Know Your Rights | Stopped by Police | ACLU
Being stopped by police is a stressful experience that can go bad quickly. Here we describe what the law requires and also offer strategies for handling police encounters. We want to be clear: The burden of de-escalation does not fall on private citizens — it falls on police officers. However, you cannot assume officers will behave in a way that protects your safety or that they will respect your rights even after you assert them. You may be able to reduce risk to yourself by staying calm and not exhibiting hostility toward the officers. The truth is that there are situations where people have done everything they could to put an officer at ease, yet still ended up injured or killed.
Torah Against Empire
We Have Thoughts.
Jews of Color and the Policing of White Space
The infamous 911 call in Central Park has hard lessons for Jewish communal spaces.
As a Black Jew, I’m Begging You: Don’t Arm Your Synagogue - Hey Alma
On Saturday, October 27, the deadliest anti-Semitic attack in America occurred at the Tree of Life synagogue in Pittsburgh, Pennsylvania. Robert Bowers, a hateful gunman who wanted to kill Jews for helping immigrants, brutally murdered 11 Jewish people as they prayed in a sanctuary. Bowers also shot and injured four police officers.The feeling of defilement […]
Synagogue Safety Beyond Higher Walls and Militarized Police
In this excerpt of the book Safety Through Solidarity, Ben Lorber and Shane Burley share insights on community organizing to build Jewish solidarity.
Mapping Police Violence
Law enforcement agencies across the country are failing to provide us with even basic information about the lives they take. So we collect the data ourselves.

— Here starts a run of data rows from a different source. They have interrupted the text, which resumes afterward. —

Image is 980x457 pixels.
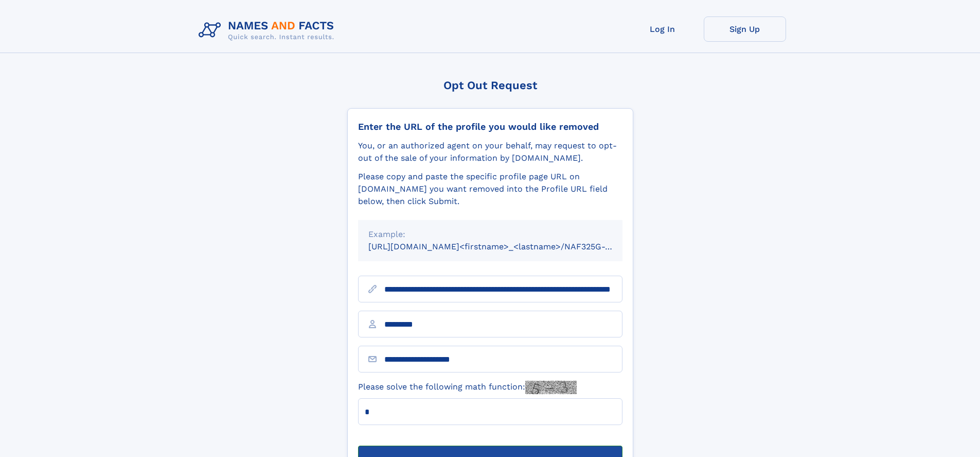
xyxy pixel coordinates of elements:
[347,78,633,92] div: Opt Out Request
[358,171,623,208] div: Please copy and paste the specific profile page URL on [DOMAIN_NAME] you want removed into the Pr...
[194,16,342,44] img: Logo Names and Facts
[368,242,642,251] small: [URL][DOMAIN_NAME]<firstname>_<lastname>/NAF325G-xxxxxxxx
[704,16,786,42] a: Sign Up
[368,228,612,241] div: Example:
[358,140,623,164] div: You, or an authorized agent on your behalf, may request to opt-out of the sale of your informatio...
[358,121,623,132] div: Enter the URL of the profile you would like removed
[622,16,704,42] a: Log In
[358,381,576,394] label: Please solve the following math function:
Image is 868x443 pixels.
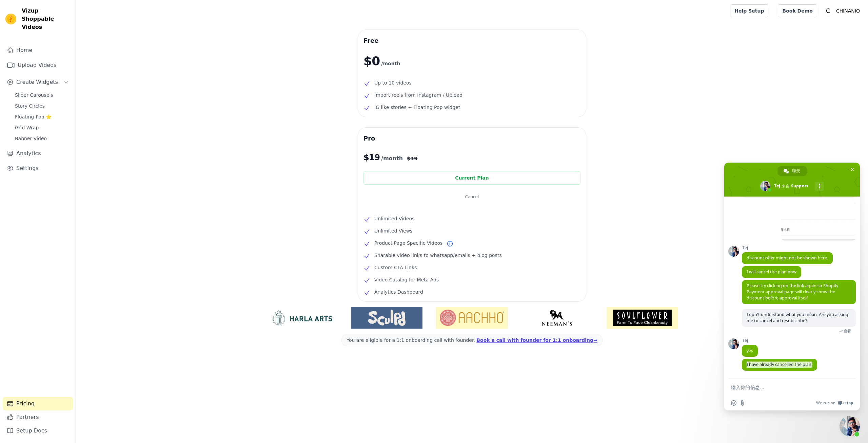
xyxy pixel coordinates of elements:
[747,269,797,275] span: I will cancel the plan now
[375,252,502,259] span: Sharable video links to whatsapp/emails + blog posts
[740,400,746,406] span: 发送文件
[3,162,73,175] a: Settings
[747,347,753,353] span: yes
[363,190,580,204] button: Cancel
[731,385,838,390] textarea: 输入你的信息…
[3,58,73,72] a: Upload Videos
[375,239,443,247] span: Product Page Specific Videos
[826,8,831,14] text: C
[407,155,418,162] span: $ 19
[363,276,580,284] li: Video Catalog for Meta Ads
[11,134,73,144] a: Banner Video
[522,310,594,326] img: Neeman's
[3,76,73,89] button: Create Widgets
[351,310,423,326] img: Sculpd US
[15,135,47,142] span: Banner Video
[375,227,412,235] span: Unlimited Views
[844,328,852,333] span: 查看
[375,214,415,223] span: Unlimited Videos
[3,424,73,437] a: Setup Docs
[816,400,835,406] span: We run on
[436,307,508,328] img: Aachho
[747,255,829,261] span: discount offer might not be shown here.
[6,13,16,25] img: Vizup
[11,122,73,132] a: Grid Wrap
[843,400,854,406] span: Crisp
[15,92,54,99] span: Slider Carousels
[815,182,824,190] div: 更多频道
[381,59,401,68] span: /month
[15,102,45,109] span: Story Circles
[816,400,854,406] a: We run onCrisp
[778,166,808,176] div: 聊天
[363,152,380,163] span: $ 19
[477,338,597,343] a: Book a call with founder for 1:1 onboarding
[742,338,758,343] span: Tej
[731,400,737,406] span: 插入表情符号
[363,35,580,46] h3: Free
[375,78,412,87] span: Up to 10 videos
[16,78,58,86] span: Create Widgets
[742,246,833,251] span: Tej
[792,166,800,176] span: 聊天
[840,416,860,436] div: 关闭聊天
[363,263,580,272] li: Custom CTA Links
[3,146,73,160] a: Analytics
[747,283,838,300] span: Please try clicking on the link again so Shopify Payment approval page will clearly show the disc...
[11,90,73,100] a: Slider Carousels
[363,171,580,185] div: Current Plan
[363,133,580,144] h3: Pro
[381,154,403,163] span: /month
[11,112,73,122] a: Floating-Pop ⭐
[375,103,461,111] span: IG like stories + Floating Pop widget
[849,166,857,173] span: 关闭聊天
[3,397,73,410] a: Pricing
[730,5,769,17] a: Help Setup
[3,410,73,424] a: Partners
[15,124,38,131] span: Grid Wrap
[11,101,73,111] a: Story Circles
[375,91,463,100] span: Import reels from Instagram / Upload
[266,310,337,326] img: HarlaArts
[778,5,817,17] a: Book Demo
[834,5,863,17] p: CHINANIO
[15,114,52,121] span: Floating-Pop ⭐
[747,362,813,367] span: I have already cancelled the plan.
[823,5,863,17] button: C CHINANIO
[363,55,380,68] span: $0
[3,43,73,57] a: Home
[747,312,849,323] span: I don't understand what you mean. Are you asking me to cancel and resubscribe?
[22,7,70,32] span: Vizup Shoppable Videos
[607,307,679,328] img: Soulflower
[375,288,423,296] span: Analytics Dashboard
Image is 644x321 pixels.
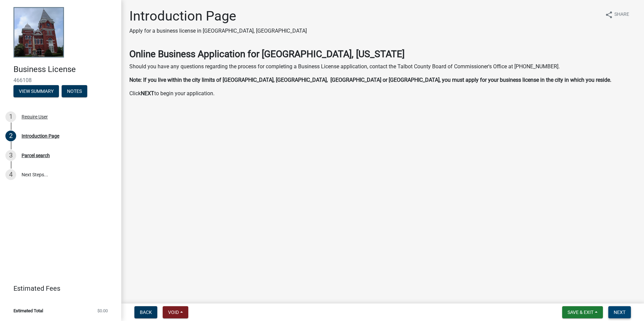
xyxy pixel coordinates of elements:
[13,65,116,74] h4: Business License
[13,89,59,94] wm-modal-confirm: Summary
[6,111,16,123] div: 1
[129,77,612,83] strong: Note: If you live within the city limits of [GEOGRAPHIC_DATA], [GEOGRAPHIC_DATA], [GEOGRAPHIC_DAT...
[129,62,636,70] p: Should you have any questions regarding the process for completing a Business License application...
[567,310,593,315] span: Save & Exit
[13,7,64,58] img: Talbot County, Georgia
[62,85,87,97] button: Notes
[129,27,307,35] p: Apply for a business license in [GEOGRAPHIC_DATA], [GEOGRAPHIC_DATA]
[563,306,603,319] button: Save & Exit
[129,48,404,59] strong: Online Business Application for [GEOGRAPHIC_DATA], [US_STATE]
[605,11,613,19] i: share
[615,11,629,19] span: Share
[97,308,108,313] span: $0.00
[21,153,50,158] div: Parcel search
[13,85,59,97] button: View Summary
[168,310,179,315] span: Void
[21,134,59,138] div: Introduction Page
[134,306,157,319] button: Back
[141,90,154,96] strong: NEXT
[62,89,87,94] wm-modal-confirm: Notes
[6,150,16,161] div: 3
[6,169,16,180] div: 4
[6,130,16,142] div: 2
[129,8,307,25] h1: Introduction Page
[13,77,108,84] span: 466108
[140,310,152,315] span: Back
[129,89,636,97] p: Click to begin your application.
[13,308,43,313] span: Estimated Total
[21,115,47,119] div: Require User
[600,8,635,21] button: shareShare
[163,306,188,319] button: Void
[6,281,111,295] a: Estimated Fees
[608,306,631,319] button: Next
[614,310,626,315] span: Next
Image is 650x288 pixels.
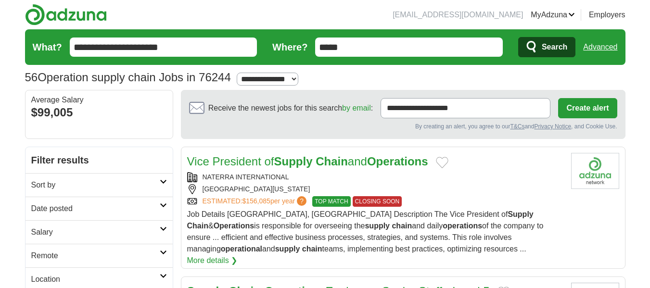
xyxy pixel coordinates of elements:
[187,255,238,267] a: More details ❯
[187,155,428,168] a: Vice President ofSupply ChainandOperations
[31,180,160,191] h2: Sort by
[26,197,173,220] a: Date posted
[436,157,449,168] button: Add to favorite jobs
[365,222,390,230] strong: supply
[187,172,564,182] div: NATERRA INTERNATIONAL
[275,245,300,253] strong: supply
[531,9,575,21] a: MyAdzuna
[312,196,350,207] span: TOP MATCH
[534,123,571,130] a: Privacy Notice
[392,222,412,230] strong: chain
[31,203,160,215] h2: Date posted
[272,40,308,54] label: Where?
[31,96,167,104] div: Average Salary
[297,196,307,206] span: ?
[302,245,323,253] strong: chain
[221,245,262,253] strong: operational
[25,4,107,26] img: Adzuna logo
[589,9,626,21] a: Employers
[342,104,371,112] a: by email
[367,155,428,168] strong: Operations
[510,123,525,130] a: T&Cs
[31,274,160,285] h2: Location
[26,147,173,173] h2: Filter results
[187,210,544,253] span: Job Details [GEOGRAPHIC_DATA], [GEOGRAPHIC_DATA] Description The Vice President of & is responsib...
[31,250,160,262] h2: Remote
[353,196,402,207] span: CLOSING SOON
[443,222,482,230] strong: operations
[26,173,173,197] a: Sort by
[26,244,173,268] a: Remote
[571,153,620,189] img: Company logo
[25,69,38,86] span: 56
[242,197,270,205] span: $156,085
[214,222,254,230] strong: Operations
[31,227,160,238] h2: Salary
[33,40,62,54] label: What?
[583,38,618,57] a: Advanced
[187,222,208,230] strong: Chain
[31,104,167,121] div: $99,005
[208,103,373,114] span: Receive the newest jobs for this search :
[316,155,348,168] strong: Chain
[274,155,313,168] strong: Supply
[542,38,568,57] span: Search
[26,220,173,244] a: Salary
[508,210,533,219] strong: Supply
[558,98,617,118] button: Create alert
[518,37,576,57] button: Search
[203,196,309,207] a: ESTIMATED:$156,085per year?
[393,9,523,21] li: [EMAIL_ADDRESS][DOMAIN_NAME]
[25,71,231,84] h1: Operation supply chain Jobs in 76244
[187,184,564,194] div: [GEOGRAPHIC_DATA][US_STATE]
[189,122,618,131] div: By creating an alert, you agree to our and , and Cookie Use.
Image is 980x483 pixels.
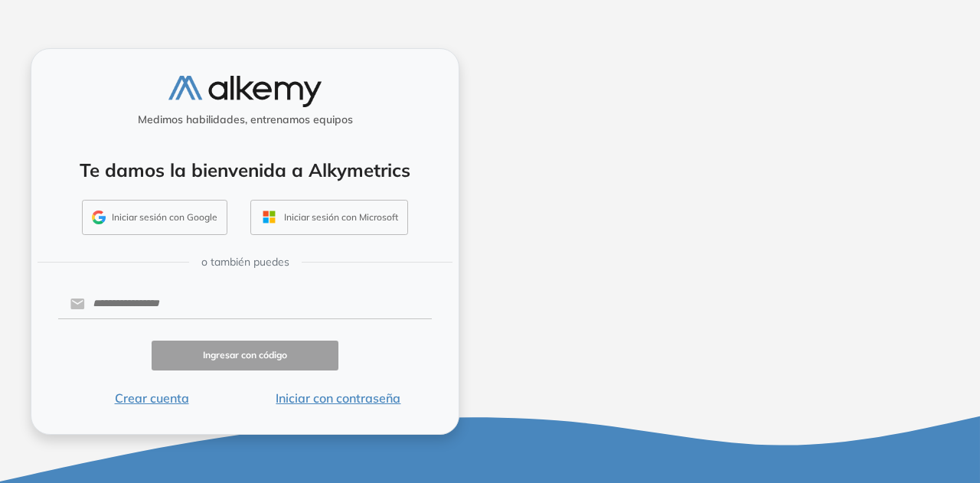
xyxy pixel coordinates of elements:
[58,389,245,407] button: Crear cuenta
[92,211,105,224] img: GMAIL_ICON
[260,208,278,226] img: OUTLOOK_ICON
[151,341,338,370] button: Ingresar con código
[251,200,408,235] button: Iniciar sesión con Microsoft
[51,160,439,181] h4: Te damos la bienvenida a Alkymetrics
[201,254,289,270] span: o también puedes
[903,409,980,483] iframe: Chat Widget
[82,200,227,235] button: Iniciar sesión con Google
[169,76,322,107] img: logo-alkemy
[245,389,432,407] button: Iniciar con contraseña
[38,114,452,126] h5: Medimos habilidades, entrenamos equipos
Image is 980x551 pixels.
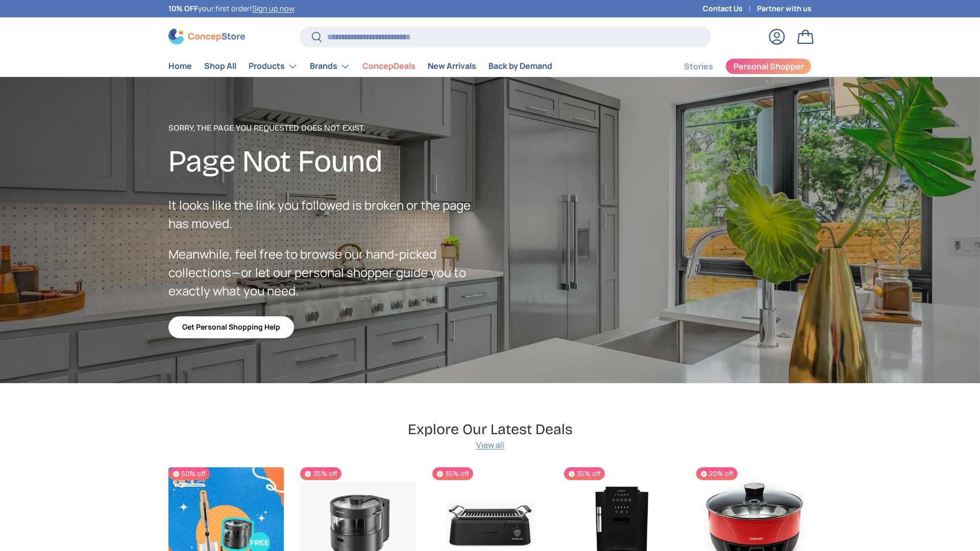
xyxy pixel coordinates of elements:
a: Brands [310,56,350,77]
span: 35% off [300,468,341,480]
a: Get Personal Shopping Help [168,317,294,338]
a: Stories [684,57,713,77]
nav: Secondary [660,56,812,77]
p: Sorry, the page you requested does not exist. [168,122,490,135]
img: ConcepStore [168,29,245,44]
a: Home [168,56,192,76]
span: Personal Shopper [734,62,804,70]
a: Shop All [205,56,236,76]
a: ConcepDeals [362,56,415,76]
h2: Page Not Found [168,142,490,180]
a: Contact Us [703,3,757,14]
span: 35% off [432,468,473,480]
p: Meanwhile, feel free to browse our hand-picked collections—or let our personal shopper guide you ... [168,245,490,300]
p: It looks like the link you followed is broken or the page has moved. [168,196,490,232]
nav: Primary [168,56,552,77]
summary: Products [242,56,304,77]
a: Partner with us [757,3,812,14]
a: New Arrivals [427,56,477,76]
summary: Brands [304,56,356,77]
span: 20% off [696,468,738,480]
span: 35% off [564,468,604,480]
a: Products [248,56,298,77]
a: Personal Shopper [725,58,812,75]
a: View all [477,439,504,451]
a: Back by Demand [489,56,552,76]
p: your first order! . [168,3,296,14]
strong: 10% OFF [168,3,198,13]
span: 50% off [168,468,210,480]
h2: Explore Our Latest Deals [407,420,573,439]
a: Sign up now [252,3,294,13]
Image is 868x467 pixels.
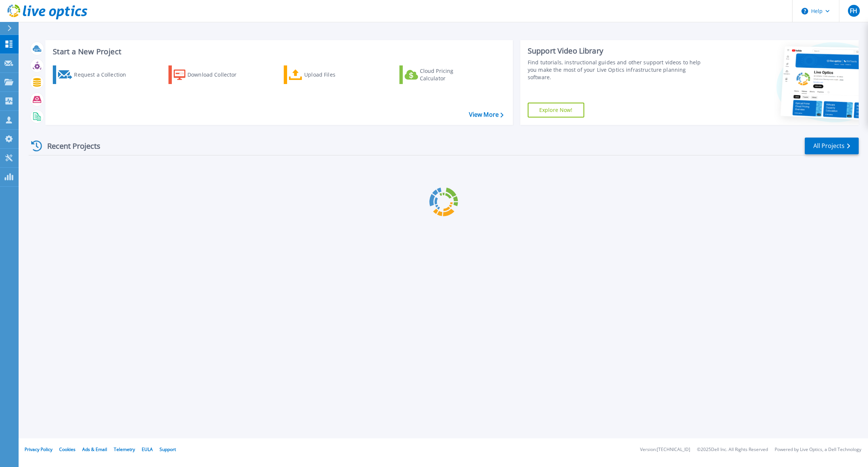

Lastly, here's a key 2017 talk by my colleague, friend and teacher Rabbi Aryeh Bernstein, zeroing in on the issue of police contracts– still all too live right now. Rav Aryeh's work this and many other topics has been foundational to my own, and I am grateful for his Torah and leadership here, as elsewhere:

And a quick announcement:

I'm also thrilled to share that I'm a contributor to Glennon Doyle, Abby Wambach and Amanda Doyle's new book We Can Do Hard Things, alongside such humbling (!) company as (!!) Justice Ketanji Brown Jackson, VP Kamala Harris, Jane Fonda, adrienne maree brown, Resmaa Menakem, Dr. Christine Blasey Ford, Michelle Obama, Cheryl Strayed... the list just keeps going and going...

Rodney King, Before BLM, Shaun Leonardo, 2017 (A framed charcoal drawing on white fibrous paper depicting a scene from the video of the Los Angeles Police Department officers brutally beating Rodney King in 1991. The drawing has a black background with King's car in white. The eleven officers present at the scene are drawn blurred in charcoal with white highlights, as they appeared in the video footage. The image of King on the ground at the center of the drawing has been removed and a mirror tint glaze applied on the underside of the frame glass, allowing the viewer to be reflected in King's place.)